According to a 2022 national survey in the US, 45% of liberal faculty indicated they would be willing to discriminate against job candidates on the grounds of their political affiliation. 

According to 2021 research conducted by Eric Kaufmann of the Center for the Study of Partisanship and Ideology, “one in five faculty members admitted to having discriminated against a grant proposal they considered right-leaning”.

Lukianoff and Schlott add that, “Personal attacks, dismissive clichés and an ever-growing body of taboos abound in virtual discourse. Rules of arguing that bring society closer to the truth are pushed to the wayside in favour of techniques that let you off the hook from actually engaging with your opponents.” 

The left protects itself from alternative views and narratives with the false supposition that “bad people only have bad opinions”. Anyone who doesn’t identify as left-leaning is de facto bad. Their competing view can be discredited without having to engage with it.

Once it becomes impossible to express a dissenting view without the fear of losing one’s job, of being hanged in the court of public opinion or of being detained and questioned by the police, individual liberty and democracy are imperilled.

Jonathan Rauch’s opening statement in his 1993 Kindly Inquisitors still rings true today: “A very dangerous principle is now being established as a social right: Thou shalt not hurt others with words. This principle is a menace — and not just to civil liberties. At bottom it threatens liberal inquiry — that is, science itself.”

Neither democracy nor science can survive in a society where offensive, contrarian and even hateful ideas are taboo — indeed, where the majority feels that a person’s opinions are an existential threat, as were the opinions of Charlie Kirk, according to the left, or misleading and false, as was the statement Jimmy Kimmel made about Kirk’s assassin on his show the other night.

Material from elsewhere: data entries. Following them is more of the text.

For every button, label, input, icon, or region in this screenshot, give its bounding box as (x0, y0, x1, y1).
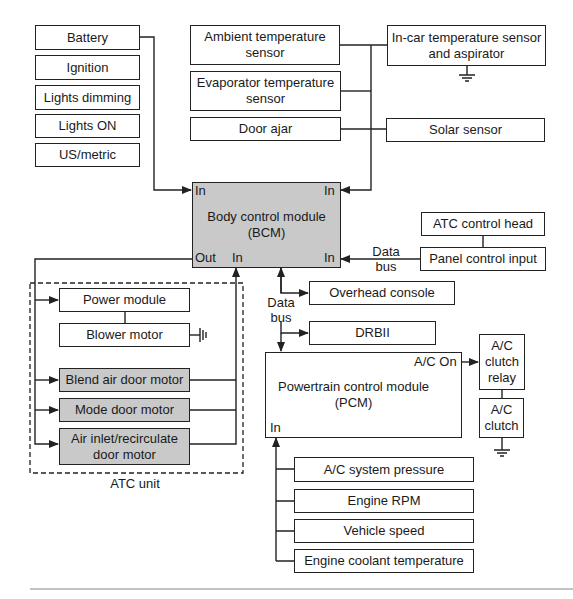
ignition-label: Ignition (67, 60, 109, 76)
us-metric-label: US/metric (59, 147, 116, 163)
ambient-temp-sensor-box: Ambient temperature sensor (190, 25, 340, 65)
blend-air-door-motor-label: Blend air door motor (66, 372, 184, 388)
pcm-port-in: In (270, 421, 281, 435)
engine-coolant-temp-label: Engine coolant temperature (304, 553, 464, 569)
bcm-port-out: Out (195, 251, 216, 265)
lights-dimming-label: Lights dimming (44, 90, 131, 106)
air-inlet-recirculate-box: Air inlet/recirculate door motor (59, 428, 190, 465)
ac-clutch-box: A/C clutch (479, 398, 524, 438)
lights-on-label: Lights ON (59, 118, 117, 134)
panel-control-input-label: Panel control input (429, 251, 537, 267)
evaporator-temp-label: Evaporator temperature sensor (197, 75, 334, 107)
solar-sensor-label: Solar sensor (429, 122, 502, 138)
solar-sensor-box: Solar sensor (386, 118, 545, 142)
lights-dimming-box: Lights dimming (35, 85, 140, 110)
mode-door-motor-label: Mode door motor (75, 402, 174, 418)
bcm-port-in-top-left: In (195, 184, 206, 198)
data-bus-label-right: Data bus (366, 244, 406, 274)
bcm-label: Body control module (BCM) (207, 209, 326, 241)
mode-door-motor-box: Mode door motor (59, 398, 190, 422)
evaporator-temp-sensor-box: Evaporator temperature sensor (190, 71, 341, 111)
ac-system-pressure-label: A/C system pressure (324, 462, 445, 478)
atc-control-head-box: ATC control head (421, 212, 545, 236)
bcm-port-in-bottom-right: In (324, 251, 335, 265)
blower-motor-box: Blower motor (59, 323, 190, 347)
power-module-box: Power module (59, 288, 190, 312)
blend-air-door-motor-box: Blend air door motor (59, 368, 190, 392)
battery-label: Battery (67, 30, 108, 46)
panel-control-input-box: Panel control input (420, 247, 546, 271)
data-bus-label-center: Data bus (262, 295, 300, 325)
bcm-port-in-top-right: In (324, 184, 335, 198)
overhead-console-box: Overhead console (309, 281, 455, 305)
ac-clutch-relay-box: A/C clutch relay (479, 334, 525, 390)
vehicle-speed-label: Vehicle speed (344, 523, 425, 539)
in-car-temp-sensor-box: In-car temperature sensor and aspirator (387, 25, 546, 66)
pcm-port-ac-on: A/C On (414, 355, 457, 369)
door-ajar-box: Door ajar (190, 117, 341, 141)
us-metric-box: US/metric (35, 143, 140, 167)
battery-box: Battery (35, 25, 140, 50)
engine-coolant-temp-box: Engine coolant temperature (294, 549, 474, 573)
door-ajar-label: Door ajar (239, 121, 292, 137)
atc-control-head-label: ATC control head (433, 216, 533, 232)
ignition-box: Ignition (35, 55, 140, 80)
blower-motor-label: Blower motor (86, 327, 163, 343)
engine-rpm-box: Engine RPM (294, 489, 474, 513)
pcm-label: Powertrain control module (PCM) (278, 379, 429, 411)
drbii-box: DRBII (309, 321, 436, 345)
ac-system-pressure-box: A/C system pressure (294, 457, 474, 482)
air-inlet-recirculate-label: Air inlet/recirculate door motor (71, 431, 178, 463)
overhead-console-label: Overhead console (329, 285, 435, 301)
ambient-temp-label: Ambient temperature sensor (204, 29, 325, 61)
atc-unit-label: ATC unit (100, 476, 170, 491)
ac-clutch-relay-label: A/C clutch relay (485, 338, 519, 386)
bcm-port-in-bottom-mid: In (232, 251, 243, 265)
in-car-temp-label: In-car temperature sensor and aspirator (392, 30, 542, 62)
power-module-label: Power module (83, 292, 166, 308)
engine-rpm-label: Engine RPM (348, 493, 421, 509)
ac-clutch-label: A/C clutch (485, 402, 519, 434)
vehicle-speed-box: Vehicle speed (294, 519, 474, 543)
drbii-label: DRBII (355, 325, 390, 341)
lights-on-box: Lights ON (35, 114, 140, 138)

A chromatically diverse society that tries to establish political and intellectual uniformity by censoring every way of thinking except its own sounds the death knell of science, technological innovation and democracy. 

I fear that, since 2014 with the rise of cancel culture, we have entered a neo-counter-Enlightenment, a new illiberalism, dogmatism and political tribalism that relentlessly attacks the values and rights that make for a free and open society, starting with the right to dissent from the majority opinion, whether it is on the left or the right.

Should hate speech be banned? Of course not! To use the standard example, should Holocaust denials be made illegal, as they are, for instance, in some European countries? Of course not! 

There is no remedy against hate speech, legal or other, except more speech. 

You expose the Holocaust denier for the swindler he is in public by producing evidence, both written and oral. 

Don’t believe for one second that his hatred will disappear by repressing his ideas through the force of law. Repress them, and his hatred will grow and fester in the dark. 

It will attract to itself other pathological hatreds. Until it finds another avenue and medium of expression — other than speech, that is — notably, violence. 

I am not a free speech absolutist. No one can seriously maintain that position. Incitements to violence are, and should remain, illegal. Crying, “Fire!” in a theatre (when there isn’t one) should be illegal and fined. 

Defamation laws protect ordinary citizens from authoritative institutions like the press. Imagine The Guardian printed a story about your husband which falsely claims he’s a suspect in a pedophile ring. The story would stick to him forever. It would cause him to lose his job, his wife and his children. 

Free speech is indispensable as a means, not as an end in itself. 

It is indispensable if what you desire is a free and open society — and if what you desire is simply to think for yourself.

Rafael Winkler is a professor in the philosophy department at the University of Johannesburg.